Doughty did allow for some circumstances.
According to the Washington Post, he will empower government officials to contact social media companies to notify them of posts containing “criminal activity or criminal conspiracies,” “national security threats, extortion, or other threats,” and crimes relating to US elections.
“Many expect the ruling to disrupt years of collaboration between tech companies and the government, especially in addressing illegal activities and interference in elections. The injunction applies to various executive agencies, including the Department of Health and Human Services and the Federal Bureau of Investigation, prohibiting them from pressuring social media platforms into removing, suppressing, or reducing the visibility of content protected by the First Amendment,” the outlet added.

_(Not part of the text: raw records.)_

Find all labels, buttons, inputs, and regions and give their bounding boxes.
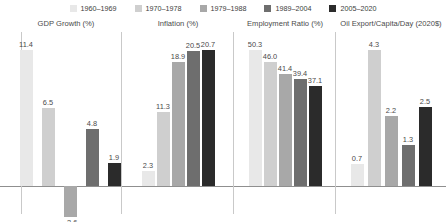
bar-value-label: 4.8 [87, 119, 97, 128]
bar-value-label: 39.4 [293, 69, 307, 78]
chart-panel: GDP Growth (%)11.46.5−2.64.81.9 [10, 18, 122, 222]
bar-value-label: 20.7 [201, 40, 215, 49]
legend-swatch-icon [264, 5, 271, 12]
bar [172, 62, 185, 186]
chart-legend: 1960–1969 1970–1978 1979–1988 1989–2004 … [0, 0, 446, 18]
panel-title: GDP Growth (%) [10, 18, 122, 30]
bar-value-label: 41.4 [278, 64, 292, 73]
bar [402, 145, 415, 186]
legend-item-label: 1960–1969 [81, 5, 117, 12]
legend-item-label: 1979–1988 [211, 5, 247, 12]
legend-item: 1970–1978 [135, 5, 182, 12]
bar-value-label: 46.0 [263, 52, 277, 61]
bar-value-label: 18.9 [171, 52, 185, 61]
bar [157, 112, 170, 186]
legend-item: 1979–1988 [200, 5, 247, 12]
legend-item-label: 1970–1978 [146, 5, 182, 12]
legend-swatch-icon [200, 5, 207, 12]
chart-panels: GDP Growth (%)11.46.5−2.64.81.9Inflation… [0, 18, 446, 222]
legend-swatch-icon [70, 5, 77, 12]
legend-swatch-icon [329, 5, 336, 12]
bar-value-label: 20.5 [186, 41, 200, 50]
bar [368, 50, 381, 186]
panel-separator [335, 32, 336, 214]
chart-panel: Oil Export/Capita/Day (2020$)0.74.32.21.… [336, 18, 446, 222]
bar [64, 186, 77, 217]
bar [249, 50, 262, 186]
bar-value-label: 2.2 [386, 106, 396, 115]
bar [351, 164, 364, 186]
bar-value-label: 2.3 [143, 161, 153, 170]
legend-item-label: 2005–2020 [340, 5, 376, 12]
bar [279, 74, 292, 186]
bar [108, 163, 121, 186]
panel-title: Inflation (%) [122, 18, 234, 30]
bar-value-label: 4.3 [369, 40, 379, 49]
panel-separator [121, 32, 122, 214]
legend-swatch-icon [135, 5, 142, 12]
bar [385, 116, 398, 186]
legend-item-label: 1989–2004 [275, 5, 311, 12]
panel-title: Oil Export/Capita/Day (2020$) [336, 18, 446, 30]
legend-item: 1960–1969 [70, 5, 117, 12]
bar [42, 108, 55, 186]
bar [20, 50, 33, 186]
bar [202, 50, 215, 186]
panel-separator [233, 32, 234, 214]
bar-value-label: 2.5 [420, 97, 430, 106]
bar-value-label: 37.1 [308, 76, 322, 85]
bar [294, 79, 307, 186]
chart-panel: Employment Ratio (%)50.346.041.439.437.1 [234, 18, 336, 222]
bar-value-label: 0.7 [352, 154, 362, 163]
bar [86, 129, 99, 186]
bar [309, 86, 322, 186]
legend-item: 1989–2004 [264, 5, 311, 12]
bar-value-label: 1.3 [403, 135, 413, 144]
bar-value-label: −2.6 [63, 218, 78, 222]
bar-value-label: 6.5 [43, 98, 53, 107]
bar-value-label: 50.3 [248, 40, 262, 49]
bar-value-label: 11.4 [19, 40, 33, 49]
bar [187, 51, 200, 186]
legend-item: 2005–2020 [329, 5, 376, 12]
panel-title: Employment Ratio (%) [234, 18, 336, 30]
bar [264, 62, 277, 186]
chart-panel: Inflation (%)2.311.318.920.520.7 [122, 18, 234, 222]
bar [419, 107, 432, 186]
bar-value-label: 11.3 [156, 102, 170, 111]
bar-value-label: 1.9 [109, 153, 119, 162]
bar [142, 171, 155, 186]
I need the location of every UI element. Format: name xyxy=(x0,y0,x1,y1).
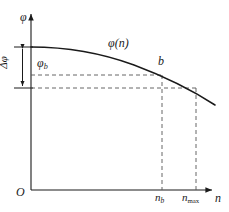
figure-container: φ n O Δφ φb φ(n) b nb nmax xyxy=(0,0,229,212)
y-axis-label-phi: φ xyxy=(20,11,27,23)
n-max-base: n xyxy=(182,191,188,203)
point-b-label: b xyxy=(158,55,164,67)
phi-b-subscript: b xyxy=(44,62,48,71)
phi-b-base: φ xyxy=(37,56,44,70)
n-b-base: n xyxy=(155,191,161,203)
phi-b-label: φb xyxy=(37,57,48,69)
diagram-canvas xyxy=(0,0,229,212)
origin-label: O xyxy=(16,186,25,198)
x-axis-label-n: n xyxy=(215,192,221,204)
curve-phi-of-n xyxy=(31,47,215,105)
curve-label-phi-of-n: φ(n) xyxy=(108,37,129,49)
delta-phi-label: Δφ xyxy=(0,56,9,69)
n-b-label: nb xyxy=(155,192,164,203)
n-b-subscript: b xyxy=(161,196,165,205)
n-max-label: nmax xyxy=(182,192,199,203)
n-max-subscript: max xyxy=(188,197,200,204)
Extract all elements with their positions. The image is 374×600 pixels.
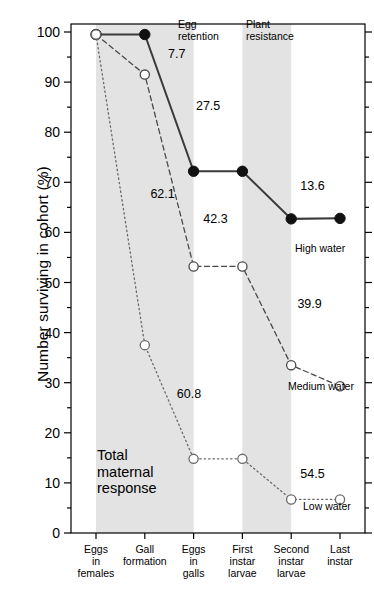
band-caption-1: Plantresistance: [246, 18, 294, 42]
annotation-1: 27.5: [196, 99, 220, 113]
annotation-4: 13.6: [300, 179, 324, 193]
data-point: [238, 262, 247, 271]
x-tick-label-5: Lastinstar: [305, 543, 374, 567]
series-label-low-water: Low water: [303, 500, 351, 512]
data-point: [238, 454, 247, 463]
annotation-5: 60.8: [177, 387, 201, 401]
data-point: [140, 70, 149, 79]
band-caption-0: Eggretention: [178, 18, 219, 42]
data-point: [91, 30, 100, 39]
annotation-0: 7.7: [168, 47, 185, 61]
annotation-6: 39.9: [297, 297, 321, 311]
annotation-3: 42.3: [203, 212, 227, 226]
data-point: [188, 166, 198, 176]
annotation-2: 62.1: [150, 187, 174, 201]
series-label-medium-water: Medium water: [288, 380, 354, 392]
data-point: [140, 29, 150, 39]
data-point: [287, 361, 296, 370]
inline-note-total-maternal-response: Totalmaternalresponse: [97, 447, 157, 497]
figure-root: Number surviving in cohort (%) 010203040…: [0, 0, 374, 600]
data-point: [286, 214, 296, 224]
data-point: [189, 262, 198, 271]
data-point: [335, 213, 345, 223]
series-label-high-water: High water: [295, 242, 345, 254]
data-point: [237, 166, 247, 176]
data-point: [287, 495, 296, 504]
annotation-7: 54.5: [300, 467, 324, 481]
data-point: [140, 341, 149, 350]
data-point: [189, 454, 198, 463]
shaded-band-1: [242, 24, 291, 533]
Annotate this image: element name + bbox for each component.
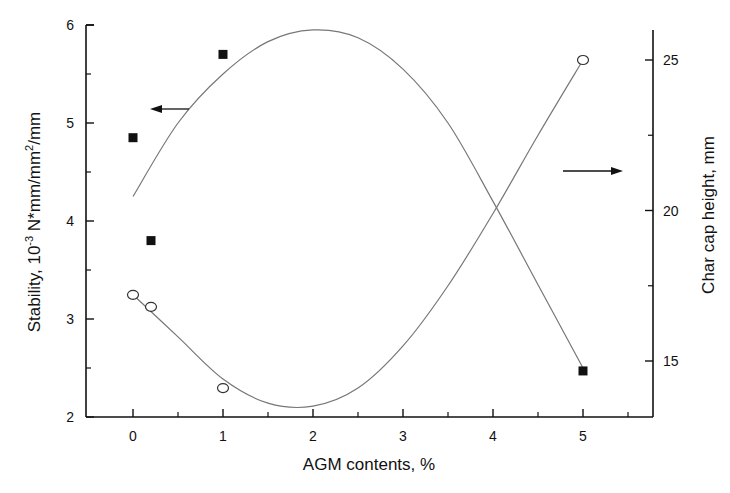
y-tick-label: 5 bbox=[66, 115, 74, 131]
y2-axis-title: Char cap height, mm bbox=[699, 136, 718, 294]
x-tick-label: 3 bbox=[399, 428, 407, 444]
y-axis-title: Stability, 10-3 N*mm/mm2/mm bbox=[23, 112, 44, 333]
char-cap-height-point bbox=[218, 384, 229, 393]
y-tick-label: 4 bbox=[66, 213, 74, 229]
axes-frame: 01234523456152025 bbox=[66, 17, 679, 444]
char-cap-height-point bbox=[146, 302, 157, 311]
axis-labels: AGM contents, % Char cap height, mm Stab… bbox=[23, 112, 718, 474]
x-tick-label: 1 bbox=[219, 428, 227, 444]
char-cap-height-point bbox=[578, 56, 589, 65]
x-axis-title: AGM contents, % bbox=[303, 455, 435, 474]
stability-point bbox=[129, 133, 138, 142]
char-cap-height-fit-curve bbox=[133, 60, 583, 407]
char-cap-height-point bbox=[128, 290, 139, 299]
y-tick-label: 3 bbox=[66, 311, 74, 327]
y-tick-label: 6 bbox=[66, 17, 74, 33]
stability-point bbox=[219, 50, 228, 59]
stability-point bbox=[579, 366, 588, 375]
right-arrow-icon bbox=[611, 167, 623, 175]
stability-point bbox=[147, 236, 156, 245]
x-tick-label: 5 bbox=[579, 428, 587, 444]
axis-arrows bbox=[150, 105, 623, 175]
chart: 01234523456152025 AGM contents, % Char c… bbox=[0, 0, 730, 493]
stability-fit-curve bbox=[133, 30, 583, 368]
y2-tick-label: 15 bbox=[663, 353, 679, 369]
x-tick-label: 0 bbox=[129, 428, 137, 444]
left-arrow-icon bbox=[150, 105, 162, 113]
x-tick-label: 2 bbox=[309, 428, 317, 444]
y-tick-label: 2 bbox=[66, 409, 74, 425]
y2-tick-label: 20 bbox=[663, 203, 679, 219]
fit-curves bbox=[133, 30, 583, 408]
y2-tick-label: 25 bbox=[663, 52, 679, 68]
x-tick-label: 4 bbox=[489, 428, 497, 444]
data-markers bbox=[128, 50, 589, 393]
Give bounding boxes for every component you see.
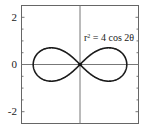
y-tick-label-neg2: -2	[3, 106, 17, 117]
polar-plot	[0, 0, 145, 132]
eq-rest: = 4 cos 2θ	[90, 32, 134, 43]
equation-annotation: r2 = 4 cos 2θ	[84, 32, 134, 43]
y-tick-label-0: 0	[3, 59, 17, 70]
eq-exponent: 2	[87, 33, 90, 39]
y-tick-label-2: 2	[3, 12, 17, 23]
origin-point	[78, 63, 82, 67]
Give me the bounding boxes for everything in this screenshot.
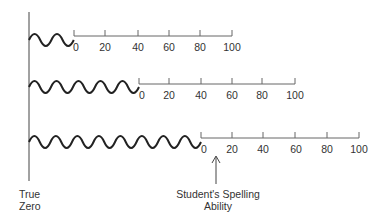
true-zero-label: True Zero (19, 188, 41, 212)
tick-label: 20 (226, 143, 238, 155)
spelling-ability-annotation: Student's Spelling Ability (176, 188, 260, 212)
wavy-break-2 (29, 81, 139, 93)
tick-label: 40 (257, 143, 269, 155)
true-zero-label-line1: True (19, 188, 41, 200)
true-zero-label-line2: Zero (19, 200, 41, 212)
tick-label: 100 (223, 41, 241, 53)
tick-label: 100 (286, 89, 304, 101)
tick-label: 80 (321, 143, 333, 155)
tick-label: 40 (195, 89, 207, 101)
tick-label: 60 (290, 143, 302, 155)
tick-label: 0 (73, 41, 79, 53)
wavy-break-1 (29, 34, 74, 46)
annotation-line2: Ability (176, 200, 260, 212)
scale-row-3 (29, 132, 359, 148)
annotation-line1: Student's Spelling (176, 188, 260, 200)
tick-label: 80 (194, 41, 206, 53)
tick-label: 20 (99, 41, 111, 53)
tick-label: 60 (163, 41, 175, 53)
tick-label: 0 (201, 143, 207, 155)
wavy-break-3 (29, 136, 201, 148)
tick-label: 80 (256, 89, 268, 101)
tick-label: 100 (350, 143, 368, 155)
scale-diagram (0, 0, 386, 220)
tick-label: 0 (139, 89, 145, 101)
tick-label: 40 (132, 41, 144, 53)
tick-label: 20 (163, 89, 175, 101)
scale-row-2 (29, 78, 295, 93)
tick-label: 60 (226, 89, 238, 101)
arrow-icon (212, 156, 220, 184)
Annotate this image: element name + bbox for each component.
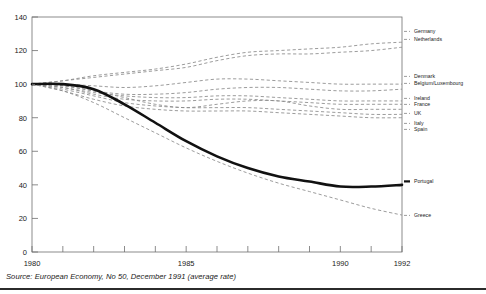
series-line-germany (32, 42, 402, 84)
series-lines (32, 42, 402, 215)
series-label-netherlands: Netherlands (414, 36, 442, 42)
x-tick-label: 1985 (178, 259, 195, 268)
line-chart: 020406080100120140 1980198519901992 Germ… (0, 0, 486, 294)
figure-container: 020406080100120140 1980198519901992 Germ… (0, 0, 486, 294)
y-tick-label: 80 (19, 114, 27, 123)
x-tick-label: 1980 (24, 259, 41, 268)
series-label-france: France (414, 101, 430, 107)
y-tick-label: 100 (14, 80, 27, 89)
series-label-uk: UK (414, 110, 422, 116)
series-label-germany: Germany (414, 28, 436, 34)
y-tick-label: 40 (19, 181, 27, 190)
series-label-denmark: Denmark (414, 73, 435, 79)
series-line-greece (32, 84, 402, 215)
x-tick-label: 1990 (332, 259, 349, 268)
y-axis: 020406080100120140 (14, 13, 38, 257)
x-axis: 1980198519901992 (24, 246, 411, 268)
series-label-spain: Spain (414, 126, 427, 132)
series-label-portugal: Portugal (414, 178, 433, 184)
y-tick-label: 120 (14, 46, 27, 55)
x-tick-label: 1992 (394, 259, 411, 268)
y-tick-label: 20 (19, 214, 27, 223)
y-tick-label: 0 (23, 248, 27, 257)
series-line-netherlands (32, 47, 402, 84)
series-label-greece: Greece (414, 212, 431, 218)
source-note: Source: European Economy, No 50, Decembe… (6, 272, 236, 281)
series-labels: GermanyNetherlandsDenmarkBelgium/Luxembo… (404, 28, 463, 218)
bottom-divider (0, 288, 486, 290)
y-tick-label: 60 (19, 147, 27, 156)
y-tick-label: 140 (14, 13, 27, 22)
series-label-belgium-luxembourg: Belgium/Luxembourg (414, 80, 463, 86)
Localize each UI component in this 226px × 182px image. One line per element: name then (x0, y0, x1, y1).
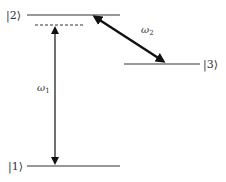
level-3-label: |3⟩ (203, 58, 218, 72)
level-2-label: |2⟩ (6, 9, 21, 23)
omega-2-label: ω2 (141, 24, 154, 37)
energy-level-diagram: |2⟩ |3⟩ |1⟩ ω1 ω2 (0, 0, 226, 182)
omega-2-arrow (95, 17, 163, 61)
level-1-label: |1⟩ (8, 160, 23, 174)
omega-1-label: ω1 (37, 82, 50, 95)
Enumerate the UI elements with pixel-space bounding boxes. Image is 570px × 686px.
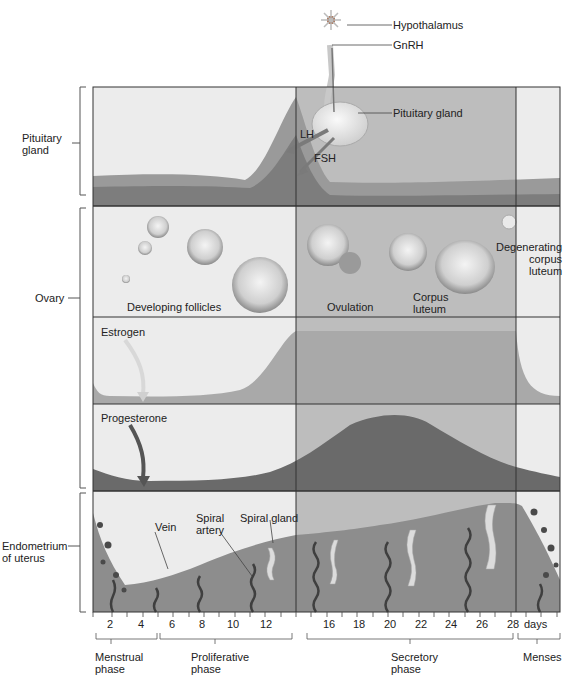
label-endometrium-line1: Endometrium bbox=[2, 540, 67, 552]
label-ovary: Ovary bbox=[35, 292, 64, 304]
label-hypothalamus: Hypothalamus bbox=[393, 19, 463, 31]
label-pituitary-line2: gland bbox=[22, 144, 62, 156]
label-spiral-gland: Spiral gland bbox=[240, 512, 298, 524]
label-spiral-artery-line2: artery bbox=[196, 524, 224, 536]
label-menstrual-line1: Menstrual bbox=[95, 651, 143, 663]
axis-unit: days bbox=[524, 618, 547, 630]
tick-18: 18 bbox=[353, 618, 365, 630]
label-proliferative-line1: Proliferative bbox=[191, 651, 249, 663]
label-pituitary-gland: Pituitary gland bbox=[393, 107, 463, 119]
tick-6: 6 bbox=[169, 618, 175, 630]
label-spiral-artery-line1: Spiral bbox=[196, 512, 224, 524]
label-corpus-luteum: Corpus luteum bbox=[413, 291, 448, 315]
label-estrogen: Estrogen bbox=[101, 326, 145, 338]
label-pituitary-line1: Pituitary bbox=[22, 132, 62, 144]
label-secretory-line2: phase bbox=[391, 663, 438, 675]
label-lh: LH bbox=[300, 128, 314, 140]
tick-26: 26 bbox=[476, 618, 488, 630]
tick-8: 8 bbox=[199, 618, 205, 630]
tick-10: 10 bbox=[227, 618, 239, 630]
label-vein: Vein bbox=[155, 521, 176, 533]
label-endometrium-line2: of uterus bbox=[2, 552, 67, 564]
tick-2: 2 bbox=[107, 618, 113, 630]
label-corpus-luteum-line1: Corpus bbox=[413, 291, 448, 303]
label-secretory-line1: Secretory bbox=[391, 651, 438, 663]
label-menstrual-phase: Menstrual phase bbox=[95, 651, 143, 675]
cycle-diagram bbox=[0, 0, 570, 686]
label-secretory-phase: Secretory phase bbox=[391, 651, 438, 675]
label-developing-follicles: Developing follicles bbox=[127, 301, 221, 313]
label-endometrium: Endometrium of uterus bbox=[2, 540, 67, 564]
tick-28: 28 bbox=[507, 618, 519, 630]
label-degenerating-line3: luteum bbox=[496, 265, 562, 277]
tick-20: 20 bbox=[384, 618, 396, 630]
label-corpus-luteum-line2: luteum bbox=[413, 303, 448, 315]
side-brackets bbox=[68, 87, 86, 612]
tick-12: 12 bbox=[260, 618, 272, 630]
label-proliferative-line2: phase bbox=[191, 663, 249, 675]
label-progesterone: Progesterone bbox=[101, 412, 167, 424]
label-pituitary: Pituitary gland bbox=[22, 132, 62, 156]
label-ovulation: Ovulation bbox=[327, 301, 373, 313]
label-menstrual-line2: phase bbox=[95, 663, 143, 675]
tick-24: 24 bbox=[445, 618, 457, 630]
phase-brackets bbox=[96, 633, 560, 644]
label-menses: Menses bbox=[523, 651, 562, 663]
label-spiral-artery: Spiral artery bbox=[196, 512, 224, 536]
tick-4: 4 bbox=[138, 618, 144, 630]
tick-16: 16 bbox=[323, 618, 335, 630]
axis-ticks bbox=[93, 612, 557, 617]
label-degenerating-corpus-luteum: Degenerating corpus luteum bbox=[496, 241, 562, 277]
label-degenerating-line2: corpus bbox=[496, 253, 562, 265]
label-fsh: FSH bbox=[314, 152, 336, 164]
label-proliferative-phase: Proliferative phase bbox=[191, 651, 249, 675]
label-degenerating-line1: Degenerating bbox=[496, 241, 562, 253]
tick-22: 22 bbox=[415, 618, 427, 630]
label-gnrh: GnRH bbox=[393, 39, 424, 51]
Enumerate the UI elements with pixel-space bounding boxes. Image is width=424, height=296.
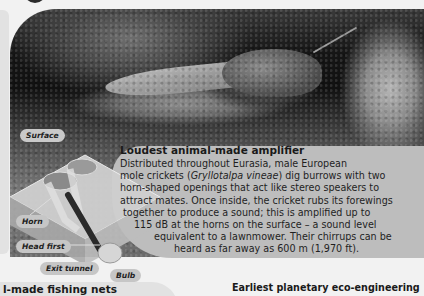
section-title-eco-engineering: Earliest planetary eco-engineering xyxy=(232,282,420,293)
body-line: Distributed throughout Eurasia, male Eur… xyxy=(120,158,420,170)
top-decoration xyxy=(24,0,46,3)
label-exit-tunnel: Exit tunnel xyxy=(40,262,99,275)
body-line: attract mates. Once inside, the cricket … xyxy=(120,195,420,207)
cricket-wing xyxy=(104,59,256,101)
cricket-antenna xyxy=(313,27,357,54)
body-line: together to produce a sound; this is amp… xyxy=(120,207,420,219)
species-name: Gryllotalpa vineae xyxy=(191,170,279,181)
body-line: heard as far away as 600 m (1,970 ft). xyxy=(120,243,420,255)
label-bulb: Bulb xyxy=(110,269,141,282)
label-head-first: Head first xyxy=(16,240,71,253)
body-line: horn-shaped openings that act like stere… xyxy=(120,182,420,194)
article-body: Distributed throughout Eurasia, male Eur… xyxy=(120,158,420,256)
section-title-fishing-nets: l-made fishing nets xyxy=(3,283,117,295)
body-line: mole crickets (Gryllotalpa vineae) dig b… xyxy=(120,170,420,182)
label-surface: Surface xyxy=(20,129,65,142)
cricket-body xyxy=(222,49,322,97)
body-line: equivalent to a lawnmower. Their chirrup… xyxy=(120,231,420,243)
label-horn: Horn xyxy=(16,215,49,228)
left-margin-strip xyxy=(0,10,9,254)
article-title: Loudest animal-made amplifier xyxy=(120,144,304,156)
body-line: 115 dB at the horns on the surface – a s… xyxy=(120,219,420,231)
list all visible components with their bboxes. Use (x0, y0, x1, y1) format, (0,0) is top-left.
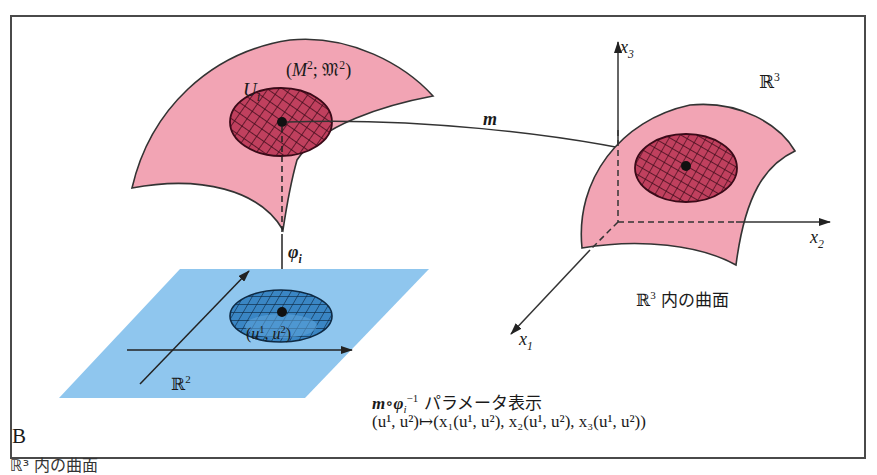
image-point (681, 161, 691, 171)
axis-x3-label: x3 (620, 38, 634, 60)
plane-point (277, 307, 287, 317)
manifold-point (277, 117, 287, 127)
axis-x1 (511, 250, 590, 334)
chart-map-label: φi (288, 243, 302, 265)
axis-x2-label: x2 (810, 228, 824, 250)
panel-letter: B (12, 426, 26, 447)
axis-x1-label: x1 (519, 330, 533, 352)
chart-domain-label: Ui (243, 80, 260, 103)
caption-below: ℝ³ 内の曲面 (10, 458, 98, 474)
space-label: ℝ3 (759, 72, 780, 91)
parametrization-formula: (u¹, u²)↦(x₁(u¹, u²), x₂(u¹, u²), x₃(u¹,… (372, 413, 646, 430)
surface-caption: ℝ3 内の曲面 (636, 290, 729, 309)
plane-label: ℝ2 (171, 374, 191, 393)
plane-point-label: (u1, u2) (246, 325, 291, 342)
manifold-label: (M2; 𝔐2) (286, 60, 351, 79)
embedding-label: m (483, 110, 497, 128)
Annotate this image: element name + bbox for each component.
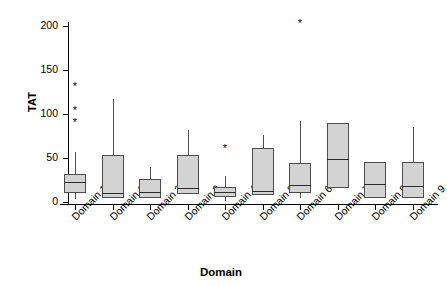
y-tick-mark bbox=[63, 158, 68, 159]
whisker-upper bbox=[300, 121, 301, 163]
box bbox=[327, 123, 349, 188]
median-line bbox=[402, 186, 424, 187]
whisker-upper bbox=[263, 135, 264, 148]
y-tick-mark bbox=[63, 26, 68, 27]
whisker-upper bbox=[413, 127, 414, 162]
outlier-marker: * bbox=[70, 106, 80, 114]
median-line bbox=[177, 188, 199, 189]
outlier-marker: * bbox=[70, 118, 80, 126]
outlier-marker: * bbox=[70, 82, 80, 90]
whisker-upper bbox=[188, 130, 189, 156]
box bbox=[64, 174, 86, 193]
whisker-lower bbox=[225, 197, 226, 201]
box bbox=[252, 148, 274, 195]
y-axis-label: TAT bbox=[26, 72, 38, 132]
median-line bbox=[214, 192, 236, 193]
median-line bbox=[64, 182, 86, 183]
median-line bbox=[327, 159, 349, 160]
box bbox=[364, 162, 386, 198]
box bbox=[402, 162, 424, 198]
outlier-marker: * bbox=[295, 19, 305, 27]
whisker-upper bbox=[150, 167, 151, 179]
outlier-marker: * bbox=[220, 144, 230, 152]
median-line bbox=[289, 185, 311, 186]
box bbox=[289, 163, 311, 193]
y-tick-mark bbox=[63, 114, 68, 115]
y-tick-label: 50 bbox=[24, 151, 58, 163]
whisker-upper bbox=[225, 176, 226, 187]
y-tick-label: 150 bbox=[24, 63, 58, 75]
whisker-lower bbox=[75, 193, 76, 199]
median-line bbox=[364, 184, 386, 185]
x-axis-label: Domain bbox=[0, 266, 442, 278]
whisker-lower bbox=[300, 193, 301, 198]
y-tick-label: 0 bbox=[24, 195, 58, 207]
y-tick-label: 100 bbox=[24, 107, 58, 119]
whisker-upper bbox=[75, 152, 76, 174]
median-line bbox=[139, 192, 161, 193]
median-line bbox=[252, 191, 274, 192]
box bbox=[102, 155, 124, 197]
box bbox=[139, 179, 161, 197]
y-tick-mark bbox=[63, 70, 68, 71]
median-line bbox=[102, 193, 124, 194]
y-tick-mark bbox=[63, 202, 68, 203]
whisker-upper bbox=[113, 99, 114, 155]
y-tick-label: 200 bbox=[24, 19, 58, 31]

The Republican attorneys general who joined Schmitt in the lawsuit argued that frequent government contact with social media companies violated the First Amendment while raising concerns about antitrust issues and efforts to repeal Section 230 protections.
Reuters added: “The New Orleans-based 5th U.S. Circuit Court of Appeals vacated much of an injunction that Doughty issued restricting the administration’s social media communications, with the exception of a provision concerning coercion, which they narrowed.”
“The narrowed injunction applied to the White House, the surgeon general, the U.S. Centers for Disease Control and Prevention, and the FBI, saying they could not ‘coerce or significantly encourage’ the companies to remove content,” Reuters noted further.
The Supreme Court has been a thorn in President Joe Biden’s side, ruling frequently against his agenda.
However, the Supreme Court appears poised to derail Biden’s plans to move the country to the far left even further.
Meanwhile, the Court will hear a number of cases this fall that offer promising chances to restrain the federal administrative state.
The court has agreed to rule on cases that contest the constitutionality of an agency funding scheme that is exempt from the congressional appropriations process and regular congressional oversight, as well as the practice of federal courts extending judicial deference to agency interpretations of the laws they are tasked with enforcing.
The court also agreed to hear a case that could bring back the jury trial to a class of civil cases that are currently handled solely by judges who work for administrative agencies.
One of the most important cases of the upcoming term may be SEC v. Jarkesy because it may reinstate the right to a jury trial in administrative civil cases.